EDS Gets Comerica's Procurement Card Business

Comerica Inc. will be the first bank to use Electronic Data Systems Corp. as its procurement card processor.

Plano, Tex.-based EDS has been developing the new processing software for the past six months and said it would be fully operational next month.

Comerica will test its procurement card product internally in May, with a national rollout scheduled during the summer. The company has not released the details of the program.

Although the $33 billion-asset bank outsources its consumer card processing with First Data Corp., the No. 1 credit card processor, third- place EDS won the contract because of its "experience in business cards, which is very advantageous to us," said Frank Borovsky, Comerica's vice president of corporate banking marketing.

The Detroit-based bank has a strong treasury management service, and executives see the procurement card as an extension of those services, said Colleen Entenman, procurement card product manager.

"Given the interest of our current customers, we feel it will be a very significant product for us," she said.

Comerica, the 12th-largest business lender in the United States, and No. 1 in Michigan, has a number of Fortune 500 company clients, including most of the automotive industry companies.

"We picked EDS because its experience with data processing is known and trusted by our customers, and we are very impressed" with their product, said Ms. Entenman.

Don Kilpatrick, manager of commercial card projects at EDS, said the company is "developing a partnership which gives Comerica a chance to offer the best corporate card products that will meet or exceed phase one and two of Visa and MasterCard rules."

He was referring to the associations' certification process to issue the cards. Comerica has not decided whether the program will be affiliated with MasterCard or Visa.

Fred Gumbel, president of EDS' Electronic Commerce Division, worked with Visa in 1993 helping to write the original requirements for procurement cards when he was at First Bank System.

"He's probably one of the most knowledgeable guys in the country" in regard to purchasing cards, said Richard Robida, senior executive vice president, Speer & Associates, an Atlanta-based consulting firm.

Although the requirements aren't set to go into effect until next year, Mr. Robida said EDS is "way ahead" of its competition.

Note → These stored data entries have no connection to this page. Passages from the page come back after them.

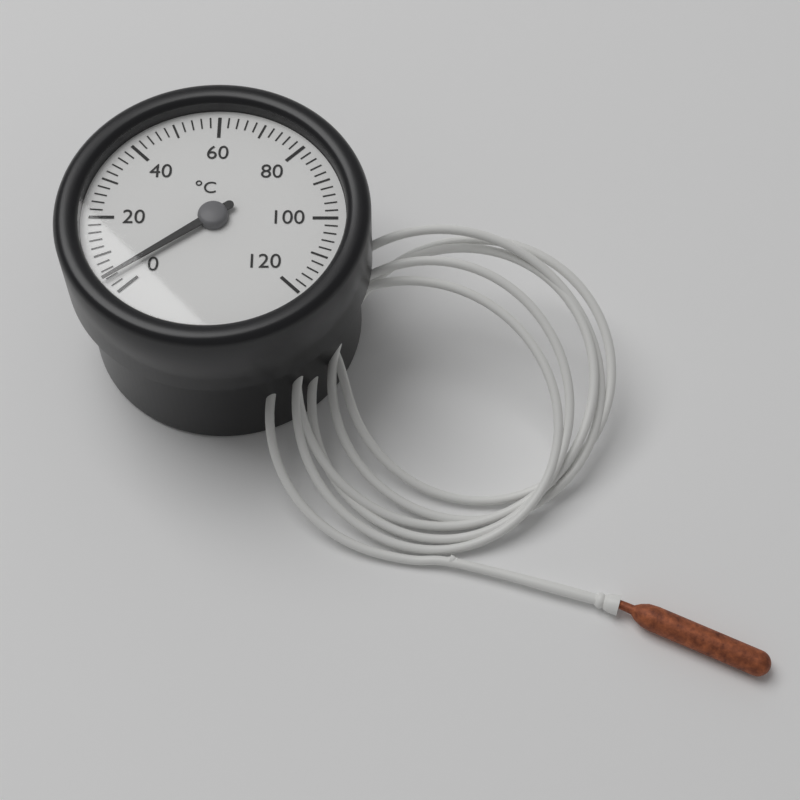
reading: 4 °C
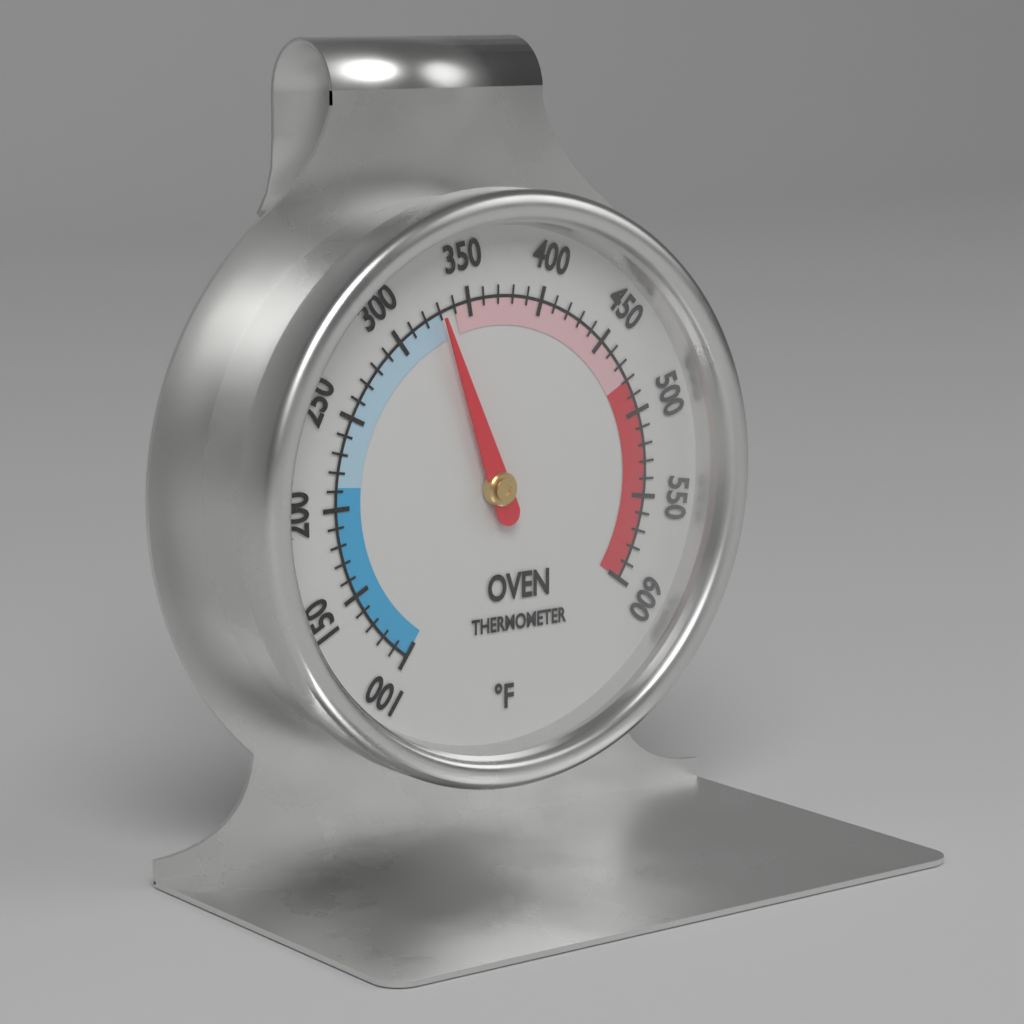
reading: 330 °F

"EDS doesn't always show up on people's radar screens when thinking of a processor - you think First Data and Total System - but when you start to peel the onion skin back, EDS has come up with some really good products, and this is one of them," Mr. Robida added.

Founded in 1962 by Ross Perot, EDS jumped into the card processing business in 1989 when it purchased Westlake, Ohio-based BancSystems Association Inc.

EDS, now owned by General Motors Corp., processes the GM MasterCard portfolio for Household International.

Procurement cards give corporations a tool to purchase goods and services from retailers without having to go through the purchasing department.

The programs are designed to save corporations money by reducing the paperwork and labor time associated with purchases.

"It's a huge market out there that the banks are now searching out, with $400 billion in terms of annual expenditures," said Mr. Kilpatrick.

The EDS program offers flexible reporting structure to 23 levels of the corporate hierarchy - more than any corporation would require, said Mr. Robida.

Transaction data is accessible via personal computers, enabling purchasing managers to feed information into general ledger or accounts- payable systems. Multinational companies can access the data anywhere in the world, the company said.

Earlier this year, EDS included the procurement card processing service as a part of its commercial card offering to banks.